Beauty

The Antidote To Your Anxiety Might Be Right Under Your Nose

If you were met with an abrupt “Sold out” while trying to restock your favorite scented candle this year, you weren’t alone. Home fragrances thrived in 2020, and one reason may be their subconscious effects. Aromatherapy­—fragrance’s ability to passively modulate emotions—has never felt more necessary.

The Scent of Desire: Discovering Our Enigmatic Sense of Smell

Harper Perennial
amazon.com

$14.99

$12.29 (18% off)

Unlike our other senses, with smell, we feel a scent before we identify it. Scents first pass over the olfactory bulb, which sits just behind the nasal cavity, then are processed by the amygdala and hippocampus (the centers for emotion and memory, respectively) before moving to the cerebral cortex (where we reason and make associations). “With scent, you can get an immediate emotional reaction and not even understand why,” says Rachel Herz, PhD, adjunct assistant professor of psychiatry and human behavior at Brown University and author of The Scent of Desire. In fact, a 2019 study in Scientific Reports showed that the smell of a park reduced stress better than its sounds or scenery. But there’s nothing special about, say, vanilla that makes it universally pleasing. We’ve just been conditioned to find it so “through a mechanism of learned associations, not a pharmacological effect,” Herz says. The reaction can be traced to infancy: Vanilla shares odorant molecules with breast milk and formula, an undoubtedly nurturing association.

Fragrance houses have studied the emotional connection to scent for years, using intel from physiological research (one study found that lavender measurably reduced blood pressure in patients just out of open-heart surgery) and consumer perception panels (participants in a 2014 study rated pumpkin pie spice and Chanel N°5 as the two most nostalgia- evoking scents). More recently, researchers have been able to map how scents actually impact the brain.

The Nue Co.’s aptly titled Functional Fragrance, developed in partnership with the fragrance and flavor developer Firmenich and the University of Geneva’s Brain and Behaviour Laboratory, leveraged brain activity data on de-stressing scents obtained via MRI, body heat sensors, and verbal associations. The earthy mélange of palo santo, cardamom, and bergamot (blended by the same nose behind the cult-loved Le Labo Santal 33) launched in 2018, but sales spiked 112 percent year-over-year this past March, at the onset of the pandemic.

There’s also a decidedly more low-tech way to find your olfactive trigger: “If a scent is associated with a positive experience, it’ll be perceived as pleasant,” Herz says. Unable to visit her mother during quarantine, Herz sought out her signature scent instead: “Being alone at home, we’ve had to turn to more interior things to cope with daily life.” All the more reason to take a deep breath.

This story appears in the October 2020 issue of ELLE.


* _Exercise_
Produce an exact transcription of every entry.

(Figure dataset records)
Start of Block

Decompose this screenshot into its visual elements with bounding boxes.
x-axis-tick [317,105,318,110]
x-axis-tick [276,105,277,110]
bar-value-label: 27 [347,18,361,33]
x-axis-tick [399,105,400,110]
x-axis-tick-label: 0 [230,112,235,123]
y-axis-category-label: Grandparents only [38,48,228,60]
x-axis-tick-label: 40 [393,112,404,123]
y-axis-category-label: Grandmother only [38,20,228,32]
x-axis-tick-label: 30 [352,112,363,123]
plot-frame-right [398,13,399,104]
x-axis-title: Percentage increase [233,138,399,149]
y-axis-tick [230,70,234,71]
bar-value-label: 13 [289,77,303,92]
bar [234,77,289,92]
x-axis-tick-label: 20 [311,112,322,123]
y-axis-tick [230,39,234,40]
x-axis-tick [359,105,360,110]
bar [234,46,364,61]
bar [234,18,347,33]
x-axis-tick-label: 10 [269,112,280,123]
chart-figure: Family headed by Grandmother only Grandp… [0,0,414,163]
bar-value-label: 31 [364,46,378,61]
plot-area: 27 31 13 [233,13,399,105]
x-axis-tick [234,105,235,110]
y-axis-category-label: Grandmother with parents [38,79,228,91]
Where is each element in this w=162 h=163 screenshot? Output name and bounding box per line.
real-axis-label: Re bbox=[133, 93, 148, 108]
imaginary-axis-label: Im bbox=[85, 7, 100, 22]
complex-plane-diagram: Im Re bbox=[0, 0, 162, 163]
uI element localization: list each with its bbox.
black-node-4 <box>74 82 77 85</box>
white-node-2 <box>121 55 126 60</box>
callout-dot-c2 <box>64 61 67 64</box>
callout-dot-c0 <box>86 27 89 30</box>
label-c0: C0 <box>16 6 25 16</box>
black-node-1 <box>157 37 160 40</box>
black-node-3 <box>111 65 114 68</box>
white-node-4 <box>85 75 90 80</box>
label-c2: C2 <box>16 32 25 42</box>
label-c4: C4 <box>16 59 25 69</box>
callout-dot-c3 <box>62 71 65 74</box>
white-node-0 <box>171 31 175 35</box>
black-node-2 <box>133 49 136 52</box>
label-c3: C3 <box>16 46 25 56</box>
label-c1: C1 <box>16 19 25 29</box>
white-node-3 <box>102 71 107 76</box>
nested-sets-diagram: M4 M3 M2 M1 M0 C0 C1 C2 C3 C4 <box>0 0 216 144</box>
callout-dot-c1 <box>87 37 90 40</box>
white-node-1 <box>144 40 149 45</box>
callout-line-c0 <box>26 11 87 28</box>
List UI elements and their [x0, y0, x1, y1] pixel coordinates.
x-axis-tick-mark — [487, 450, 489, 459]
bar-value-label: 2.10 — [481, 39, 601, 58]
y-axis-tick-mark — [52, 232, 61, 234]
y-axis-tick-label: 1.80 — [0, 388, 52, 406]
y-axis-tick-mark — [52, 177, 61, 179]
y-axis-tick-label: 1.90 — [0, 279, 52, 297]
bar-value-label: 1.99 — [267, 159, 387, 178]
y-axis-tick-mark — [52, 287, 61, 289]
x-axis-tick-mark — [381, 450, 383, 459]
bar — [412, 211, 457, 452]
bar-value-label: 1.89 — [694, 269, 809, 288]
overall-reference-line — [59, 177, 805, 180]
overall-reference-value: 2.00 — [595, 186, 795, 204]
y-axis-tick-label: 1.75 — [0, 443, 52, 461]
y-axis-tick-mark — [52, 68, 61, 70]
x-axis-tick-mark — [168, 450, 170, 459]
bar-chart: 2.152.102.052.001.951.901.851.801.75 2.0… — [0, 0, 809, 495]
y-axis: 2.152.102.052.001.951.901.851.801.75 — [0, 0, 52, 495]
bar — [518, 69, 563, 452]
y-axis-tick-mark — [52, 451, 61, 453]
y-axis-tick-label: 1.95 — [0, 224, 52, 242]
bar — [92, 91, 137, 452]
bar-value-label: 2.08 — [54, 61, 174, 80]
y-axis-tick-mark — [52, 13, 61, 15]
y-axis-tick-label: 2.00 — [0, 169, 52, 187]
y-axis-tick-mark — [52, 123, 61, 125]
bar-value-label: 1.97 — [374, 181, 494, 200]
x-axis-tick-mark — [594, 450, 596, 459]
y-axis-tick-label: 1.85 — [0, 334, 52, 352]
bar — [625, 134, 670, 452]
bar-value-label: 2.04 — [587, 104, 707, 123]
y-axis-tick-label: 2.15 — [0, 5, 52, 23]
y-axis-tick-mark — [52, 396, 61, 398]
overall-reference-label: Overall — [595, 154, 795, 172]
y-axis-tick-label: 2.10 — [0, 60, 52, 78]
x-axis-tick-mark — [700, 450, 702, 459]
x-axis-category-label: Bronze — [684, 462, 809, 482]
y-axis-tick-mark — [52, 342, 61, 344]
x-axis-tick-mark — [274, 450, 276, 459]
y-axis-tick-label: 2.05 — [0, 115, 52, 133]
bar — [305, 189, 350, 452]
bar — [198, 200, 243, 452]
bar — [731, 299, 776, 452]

End of Block

* _Reply to the exercise_
Decompose this screenshot into its visual elements with bounding boxes.
x-axis-tick [317,105,318,110]
x-axis-tick [276,105,277,110]
bar-value-label: 27 [347,18,361,33]
x-axis-tick [399,105,400,110]
x-axis-tick-label: 0 [230,112,235,123]
y-axis-category-label: Grandparents only [38,48,228,60]
x-axis-tick-label: 40 [393,112,404,123]
y-axis-category-label: Grandmother only [38,20,228,32]
x-axis-tick-label: 30 [352,112,363,123]
plot-frame-right [398,13,399,104]
x-axis-title: Percentage increase [233,138,399,149]
y-axis-tick [230,70,234,71]
bar-value-label: 13 [289,77,303,92]
bar [234,77,289,92]
x-axis-tick-label: 20 [311,112,322,123]
y-axis-tick [230,39,234,40]
x-axis-tick [359,105,360,110]
bar [234,46,364,61]
bar [234,18,347,33]
x-axis-tick-label: 10 [269,112,280,123]
chart-figure: Family headed by Grandmother only Grandp… [0,0,414,163]
bar-value-label: 31 [364,46,378,61]
plot-area: 27 31 13 [233,13,399,105]
x-axis-tick [234,105,235,110]
y-axis-category-label: Grandmother with parents [38,79,228,91]
Where is each element in this w=162 h=163 screenshot? Output name and bounding box per line.
real-axis-label: Re bbox=[133, 93, 148, 108]
imaginary-axis-label: Im bbox=[85, 7, 100, 22]
complex-plane-diagram: Im Re bbox=[0, 0, 162, 163]
uI element localization: list each with its bbox.
black-node-4 <box>74 82 77 85</box>
white-node-2 <box>121 55 126 60</box>
callout-dot-c2 <box>64 61 67 64</box>
callout-dot-c0 <box>86 27 89 30</box>
label-c0: C0 <box>16 6 25 16</box>
black-node-1 <box>157 37 160 40</box>
black-node-3 <box>111 65 114 68</box>
white-node-4 <box>85 75 90 80</box>
label-c2: C2 <box>16 32 25 42</box>
label-c4: C4 <box>16 59 25 69</box>
callout-dot-c3 <box>62 71 65 74</box>
white-node-0 <box>171 31 175 35</box>
black-node-2 <box>133 49 136 52</box>
label-c3: C3 <box>16 46 25 56</box>
label-c1: C1 <box>16 19 25 29</box>
white-node-3 <box>102 71 107 76</box>
nested-sets-diagram: M4 M3 M2 M1 M0 C0 C1 C2 C3 C4 <box>0 0 216 144</box>
callout-dot-c1 <box>87 37 90 40</box>
white-node-1 <box>144 40 149 45</box>
callout-line-c0 <box>26 11 87 28</box>
List UI elements and their [x0, y0, x1, y1] pixel coordinates.
x-axis-tick-mark — [487, 450, 489, 459]
bar-value-label: 2.10 — [481, 39, 601, 58]
y-axis-tick-mark — [52, 232, 61, 234]
y-axis-tick-label: 1.80 — [0, 388, 52, 406]
y-axis-tick-mark — [52, 177, 61, 179]
y-axis-tick-label: 1.90 — [0, 279, 52, 297]
bar-value-label: 1.99 — [267, 159, 387, 178]
y-axis-tick-mark — [52, 287, 61, 289]
x-axis-tick-mark — [381, 450, 383, 459]
bar — [412, 211, 457, 452]
bar-value-label: 1.89 — [694, 269, 809, 288]
overall-reference-line — [59, 177, 805, 180]
overall-reference-value: 2.00 — [595, 186, 795, 204]
y-axis-tick-label: 1.75 — [0, 443, 52, 461]
y-axis-tick-mark — [52, 68, 61, 70]
x-axis-tick-mark — [168, 450, 170, 459]
bar-chart: 2.152.102.052.001.951.901.851.801.75 2.0… — [0, 0, 809, 495]
y-axis: 2.152.102.052.001.951.901.851.801.75 — [0, 0, 52, 495]
bar — [518, 69, 563, 452]
y-axis-tick-mark — [52, 451, 61, 453]
y-axis-tick-label: 1.95 — [0, 224, 52, 242]
bar — [92, 91, 137, 452]
bar-value-label: 2.08 — [54, 61, 174, 80]
y-axis-tick-mark — [52, 13, 61, 15]
y-axis-tick-label: 2.00 — [0, 169, 52, 187]
y-axis-tick-mark — [52, 123, 61, 125]
bar-value-label: 1.97 — [374, 181, 494, 200]
x-axis-tick-mark — [594, 450, 596, 459]
y-axis-tick-label: 1.85 — [0, 334, 52, 352]
bar — [625, 134, 670, 452]
bar-value-label: 2.04 — [587, 104, 707, 123]
y-axis-tick-label: 2.15 — [0, 5, 52, 23]
y-axis-tick-mark — [52, 396, 61, 398]
overall-reference-label: Overall — [595, 154, 795, 172]
y-axis-tick-label: 2.10 — [0, 60, 52, 78]
x-axis-tick-mark — [700, 450, 702, 459]
x-axis-category-label: Bronze — [684, 462, 809, 482]
y-axis-tick-mark — [52, 342, 61, 344]
x-axis-tick-mark — [274, 450, 276, 459]
y-axis-tick-label: 2.05 — [0, 115, 52, 133]
bar — [305, 189, 350, 452]
bar — [198, 200, 243, 452]
bar — [731, 299, 776, 452]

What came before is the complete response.